The Caves of Steel

The Caves of Steel

1952 • 200 pages

Ratings285

Average rating4

15

So after reading I, Robot and this one, I'm getting a good sense of the vibe of Asimov's Robot series - it's like if the 50's got extrapolated into the far-flung future (but still with some 50's constraints, like the way it characterizes women and even men predominantly smoking on pipes), but with a good mix of Christie-style mystery plus philosophy on what it means to be humans in the face of burgeoning technology.

We are imagining a society much, much further into the future than the world we saw in I, Robot. Earth has had a complex history by this point, having once colonised what is now known as the Outer Worlds, but then now having retracted back to an isolationist planet where humankind struggles under the weight of an ever-increasing global population without the resources to handle it (which all honestly sounds very familiar at this point, only 70ish years into the future from when this book was written). Meanwhile, the descendants of the extraterrestrial human colonies, called Spacers, have returned to Earth with their superior technologies and set up camp in an area called Spacetown, and have a tenuous relationship with the Earthmen.

This particular book is essentially a whodunnit at its core, but with dozens of other layers on top of it. A prominent Spacer scientist has been murdered and Earthman police inspector Elijah Baley is put on the case (against his will). He is assigned a Spacer partner, R. Daneel Olivaw - R. standing for Robot - who was built by and looks exactly like the murder victim. Their investigation is mired by the politics of their world, with a radical group called the Medievalists on Earth calling for a “return to the soil” and releasing Earthmen from their Cities, essentially ‘caves of steel' where everything, up to the air they breathe and the ground they walk on, is controlled and coordinated. The open world outside the Cities are almost like nightmare fuel to the Earthmen, who can't imagine facing unpredictable airflow (wind) and stepping on unknown substances (soil). Throughout all this, there is an anti-robot sentiment amongst the Earthmen, and an advanced model like Daneel who is almost indistinguishable from humans stirs fresh unease amongst them.

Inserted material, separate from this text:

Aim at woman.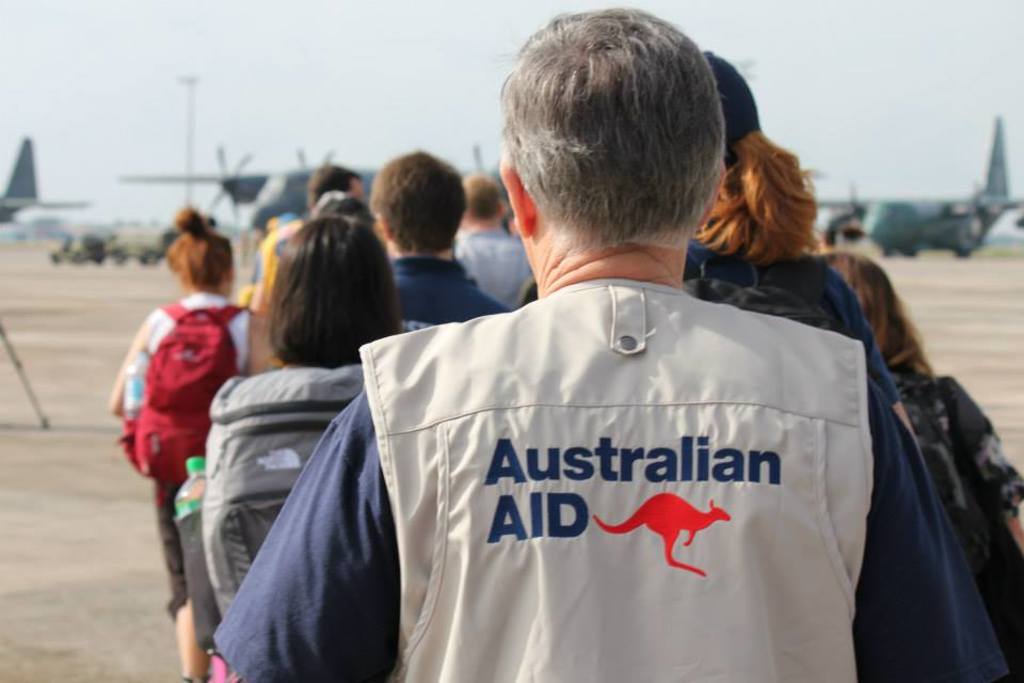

From the above alone, you can probably already tell that there is much fertile soil here to provoke so many interesting thoughts. What is the line that distinguishes us from a humanoid robot? When we are the creators of technology that's superior to us in almost every way, where would that leave us? Is there still a space for humanity in a world that could be overrun by robots? I won't be ruminating too much on those thoughts in my review since I don't have the answers either to all of the above, but they are all such interesting questions, and even more so today in 2022 than it probably was back in 1953 when this book was released.

What I did also find very interesting was seeing a future that was imagined back in the 1950s and therefore limited by the reality of the 50s. For one, the only female character of note in this book, Elijah Baley's wife Jessie (short for Jezebel), behaves almost exactly like how one might expect a typical 1950s housewife to be characterised (by men). Neurotic, overemotional, and making bad decisions based on illogical thought processes. She already feels far enough from a typical female character in 2022, never mind this far-flung future several millenia from now.

Another point of note is that Biblical ideas is a bit of a motif in this book. Elijah and Jessie are both named after Biblical characters and the characters they are named after, particularly Jezebel, is discussed. At one point, Elijah tells Daneel that Christianity is the religion of “half the world's population”. Religions rise and fall so imagining a world so many millenia into the future with Christianity going so strong sounds a bit like the author's own biases coming in here.

Ultimately, this was a very interesting and very quick read. I don't know how it managed to fit all of those into such a short novel without feeling too rushed or confusing, but it did. Definitely recommended for anyone interested in the philosophy of AI vs humanity, sci-fi, and mysteries.